There are 3,000,000 registered drivers in Minnesota, and along with a conservative estimate of an average of 1 drive per day, that makes 1,095,000,000 drives per year and a mortality rate of 0.45 deaths per million drives.
Not that this makes scuba diving the most dangerous activity in the world, my point is that statistics can be manipulated to show anything. Even with the statistics from DAN, I have pretty good buoyancy control now, and during the time when I was working on it, I did very conservative dives, so I don't think I was ever (or will be) subject to the risks outlined in this study. Similarly, I don't drink and drive, don't talk/text on my phone while driving, etc. so I don't think I am subject to the "on average" risks of driving either.
Many of you might have seen this link:
- 50% of the fatalities happened with people with less than 20 dives.
- Top 3 problems were: pre-existing health condition, poor buoyancy control, and rapid ascent or violent water movement.
- Equipment failure and marine life injuries are extremely rare. Not surprisingly, areas where divers notoriously cut corners, such as inadequate training or lax buddy practices, are far more likely to contribute to accidents. Forty percent of the fatalities took place during a period of buddy separation; 14 percent involved declared solo dives.

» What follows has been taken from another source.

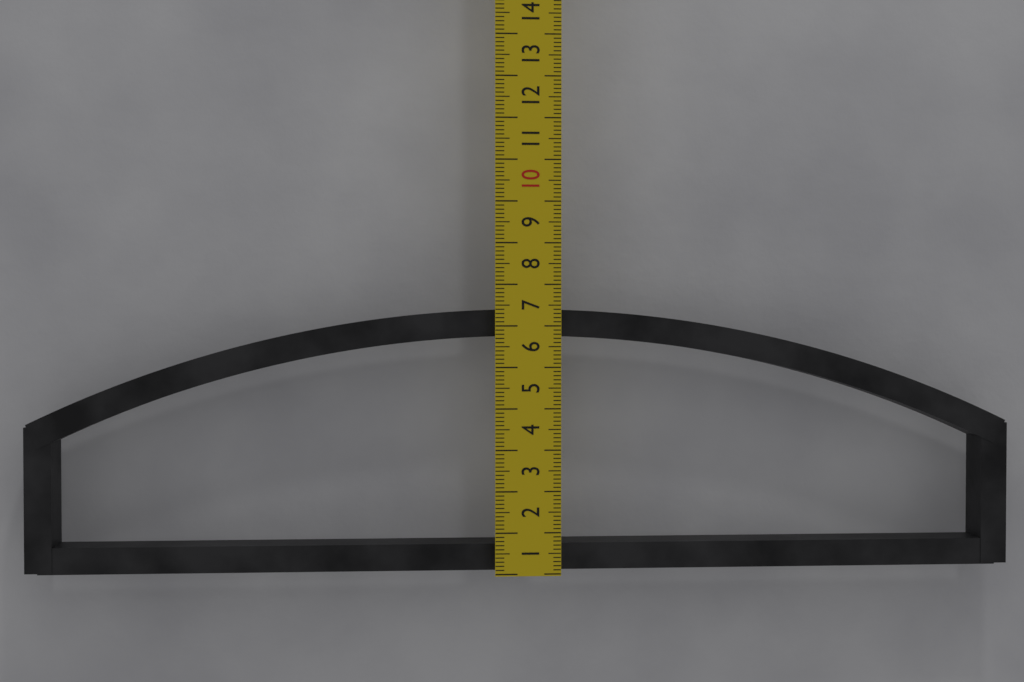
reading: 6.4 cm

I realize that the numerber of dives over the period is a calculated guess, but 20 million dives a year seems very high. That equates to 55,000 people diving everyday, 365 days a year.
I would add that depending on whether you calculate on a per mile, per hour, per instance or per one-year period basis (the last one depending on your dives/year and drives/year numbers), you can probably make diving and driving alternate in which seems to be less or more dangerous.